PROBLEM STATEMENT: Please transcribe, word for word, only the lines from the one containing "Describe the element at coordinates (483, 701)" through the last line of the records below, both included, and leave out every picture.
───── INFORMATION SUPPLIED ─────
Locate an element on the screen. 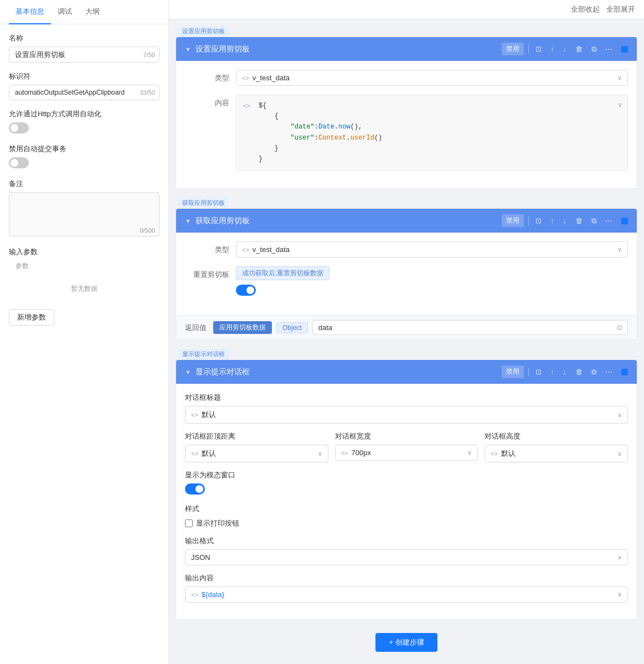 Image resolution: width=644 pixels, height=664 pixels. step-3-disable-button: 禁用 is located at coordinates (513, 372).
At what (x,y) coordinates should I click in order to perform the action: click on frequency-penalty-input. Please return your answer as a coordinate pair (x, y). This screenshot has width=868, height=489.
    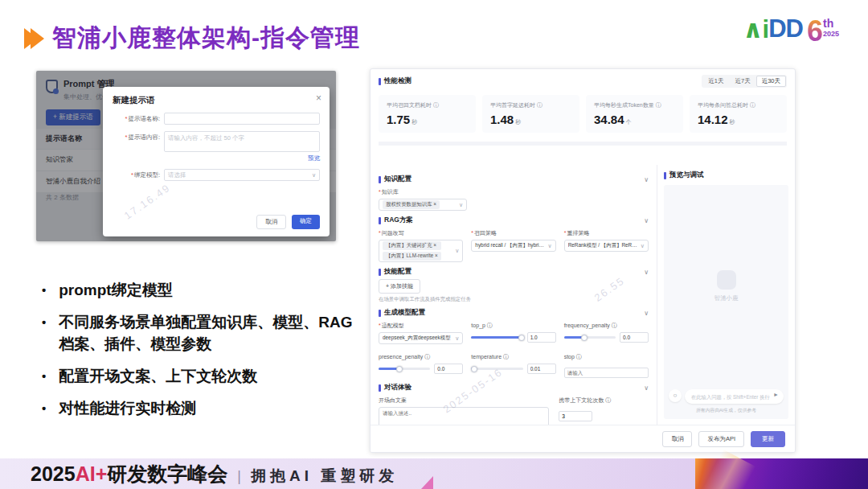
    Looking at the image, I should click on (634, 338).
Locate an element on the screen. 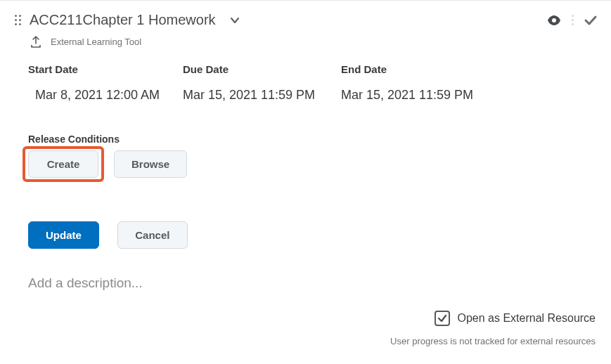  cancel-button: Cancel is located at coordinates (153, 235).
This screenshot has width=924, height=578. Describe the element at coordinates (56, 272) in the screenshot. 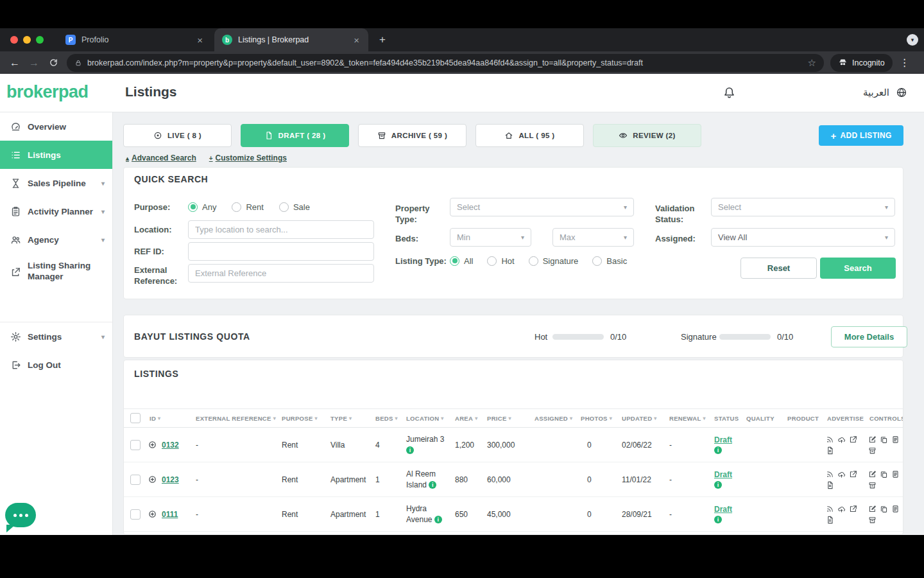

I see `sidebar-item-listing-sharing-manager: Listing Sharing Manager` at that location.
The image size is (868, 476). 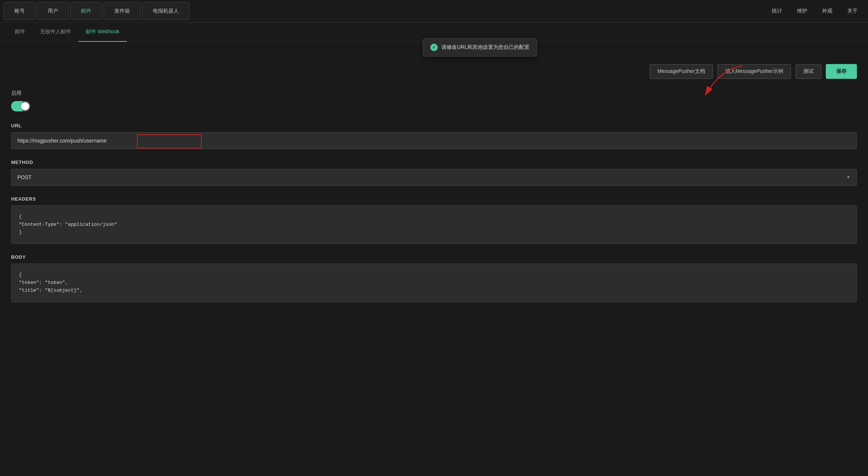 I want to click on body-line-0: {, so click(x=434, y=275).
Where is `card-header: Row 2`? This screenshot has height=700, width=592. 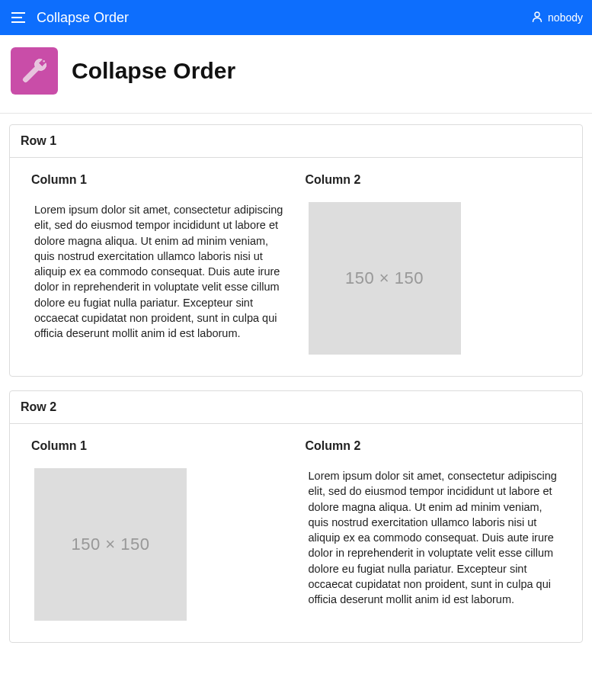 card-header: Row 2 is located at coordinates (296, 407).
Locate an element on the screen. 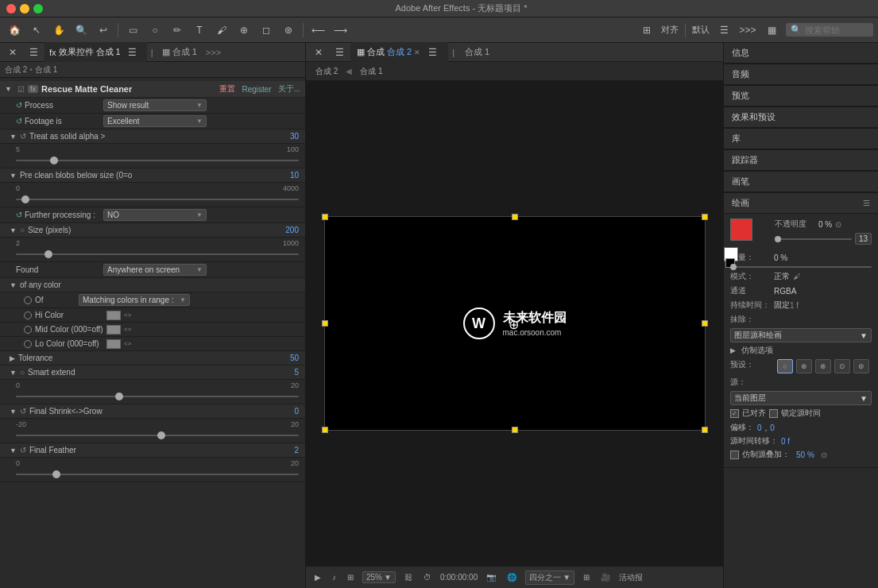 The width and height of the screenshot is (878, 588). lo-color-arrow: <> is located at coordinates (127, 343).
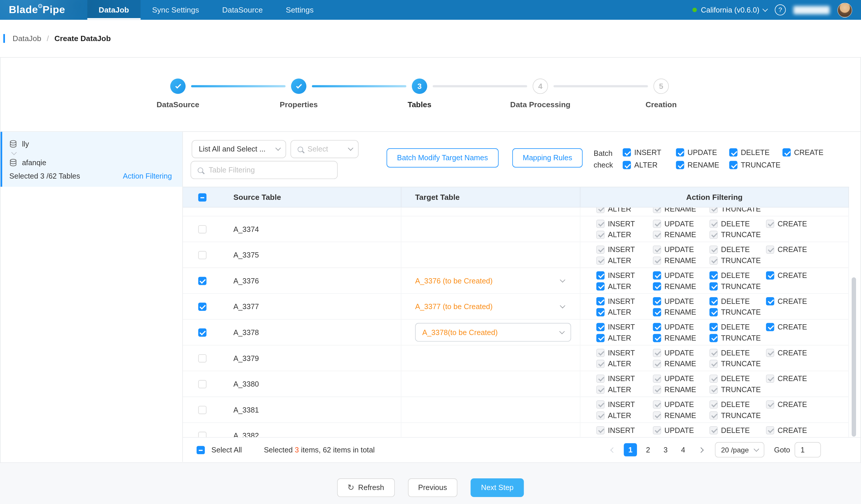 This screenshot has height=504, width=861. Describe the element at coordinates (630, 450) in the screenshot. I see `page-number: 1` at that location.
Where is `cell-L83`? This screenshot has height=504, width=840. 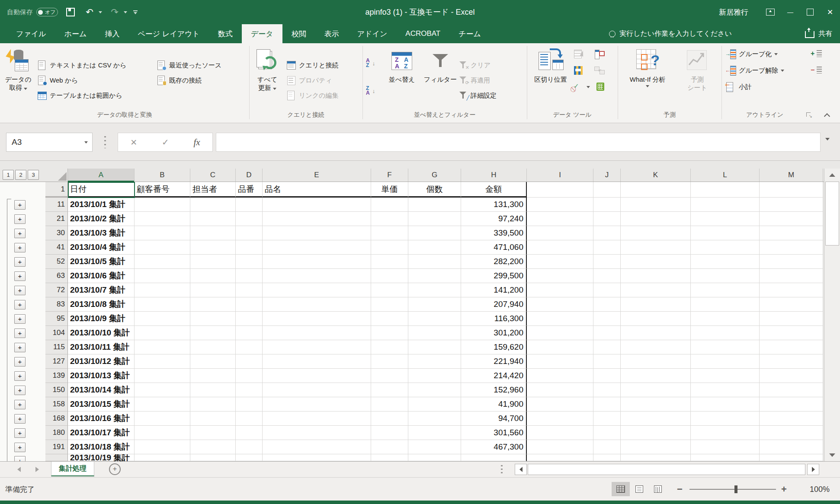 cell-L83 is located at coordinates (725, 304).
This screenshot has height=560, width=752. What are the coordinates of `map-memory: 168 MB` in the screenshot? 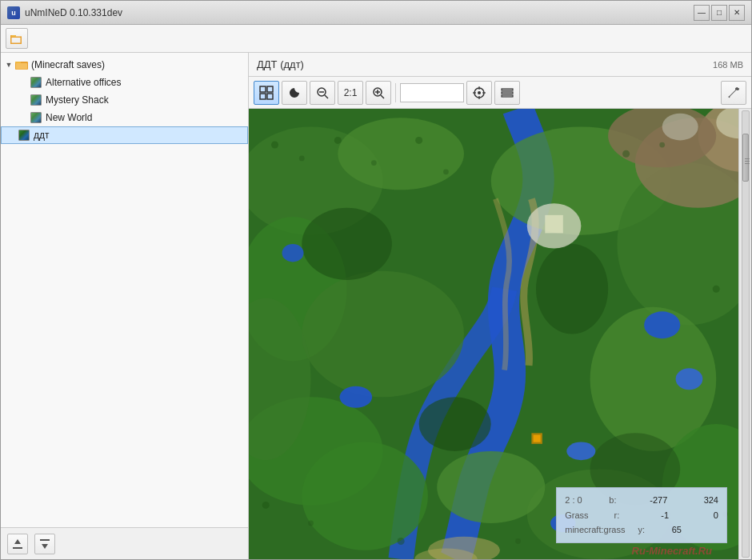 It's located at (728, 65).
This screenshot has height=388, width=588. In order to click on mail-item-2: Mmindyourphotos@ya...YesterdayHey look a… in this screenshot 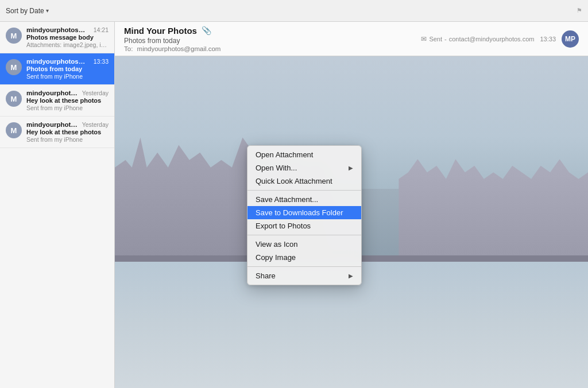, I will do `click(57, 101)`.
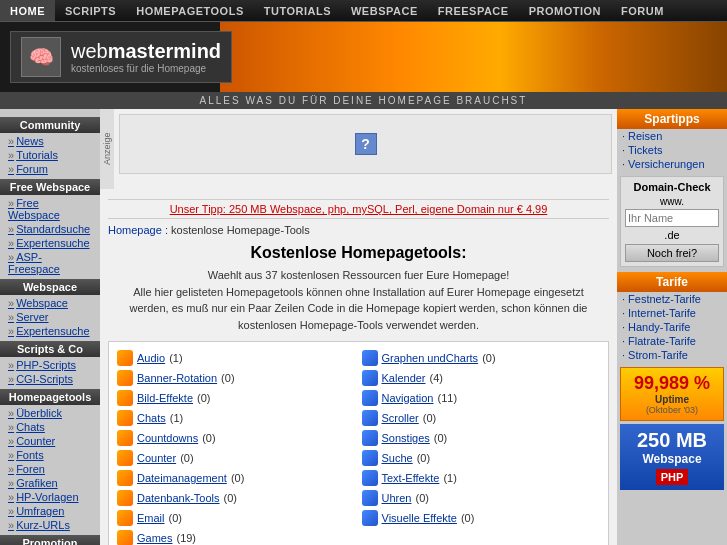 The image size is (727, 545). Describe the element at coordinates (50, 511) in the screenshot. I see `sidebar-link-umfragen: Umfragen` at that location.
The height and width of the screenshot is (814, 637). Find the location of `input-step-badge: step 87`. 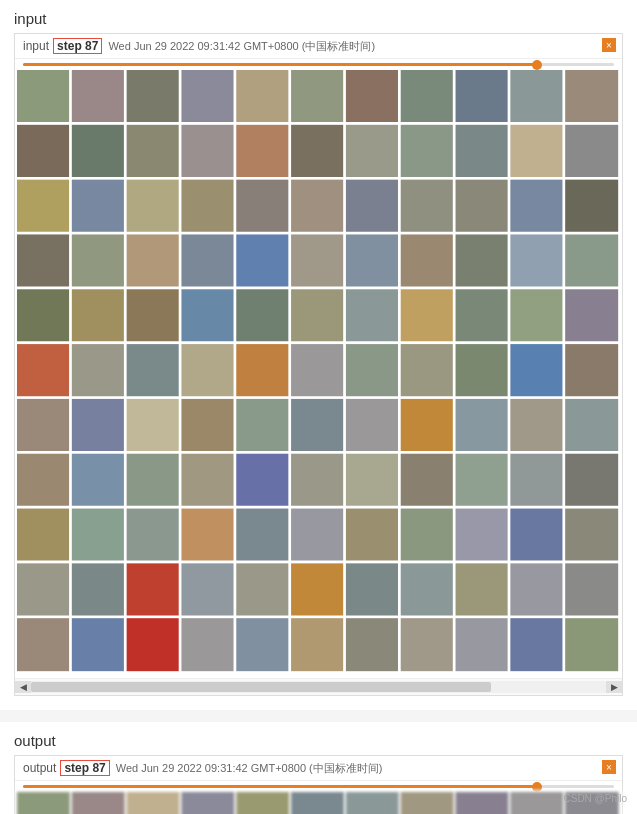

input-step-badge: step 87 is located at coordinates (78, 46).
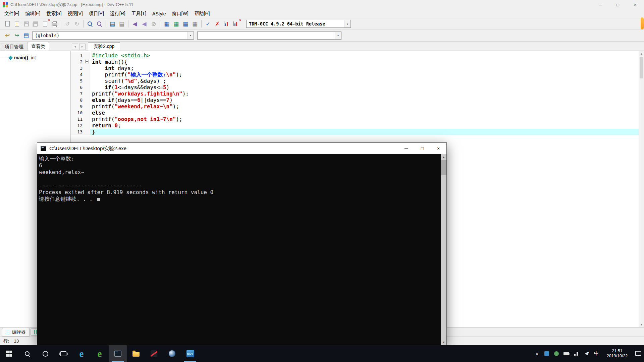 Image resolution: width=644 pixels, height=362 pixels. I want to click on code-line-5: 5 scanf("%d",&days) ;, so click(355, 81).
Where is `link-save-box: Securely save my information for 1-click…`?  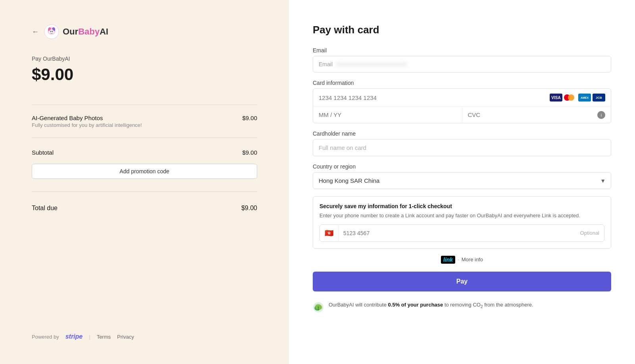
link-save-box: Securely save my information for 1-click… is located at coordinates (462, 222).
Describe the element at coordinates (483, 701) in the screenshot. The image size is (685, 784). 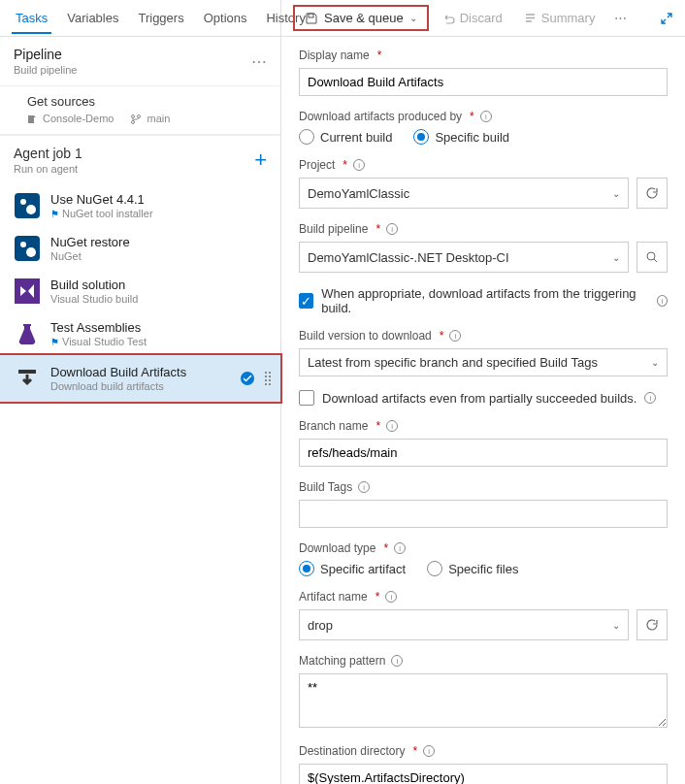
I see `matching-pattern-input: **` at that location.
─────
EXERCISE RESULT:
Describe the element at coordinates (483, 701) in the screenshot. The image size is (685, 784). 
I see `matching-pattern-input: **` at that location.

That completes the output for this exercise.